Secondly, the qualitative impact of a stable signature on image generation is demonstrated through examples that show minimal perceptual differences between watermarked and original images. Despite modest PSNR values and the absence of constraints specific to human visual systems, the method effectively embeds watermarks in textured areas, preserving uniform backgrounds. This nuanced approach ensures that the embedded signatures remain inconspicuous to human observers while achieving robust watermarking.
Lastly, the robustness of the watermarking method is evaluated across various image transformations and tasks. Results indicate high bit accuracy in watermark extraction, demonstrating resilience to cropping, brightness adjustments, and joint photographic experts group (JPEG) compression transformations. Furthermore, comparisons with post-hoc watermarking methods highlight stable signature efficiency and security in embedding watermarks during the image generation process rather than afterward, ensuring minimal impact on image quality.
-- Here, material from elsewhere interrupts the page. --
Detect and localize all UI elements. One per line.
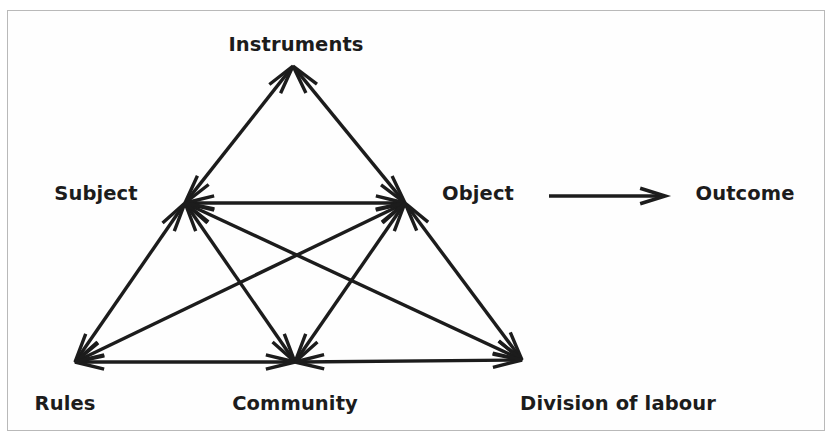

These findings underscore the stable signature's effectiveness in embedding robust watermarks into generated images while maintaining high-quality visual outputs across diverse generative tasks and challenging scenarios.
Conclusion
To sum up, by fine-tuning the LDM decoder, imperceptible watermarks were seamlessly embedded into all generated images while preserving the integrity of the diffusion process. This approach was compatible with various LDM-based generative models and enabled effective detection and user identification from generated images with high accuracy. It highlighted the advantages of watermarking over passive detection methods in deploying image generative models publicly. The code for reproducibility was available at github.com/facebookresearch/stable signature, and the method's environmental impact was relatively low, estimated at approximately 10 tons of CO2eq emissions for the experiments conducted.
*Important notice: arXiv publishes preliminary scientific reports that are not peer-reviewed and, therefore, should not be regarded as definitive, used to guide development decisions, or treated as established information in the field of artificial intelligence research.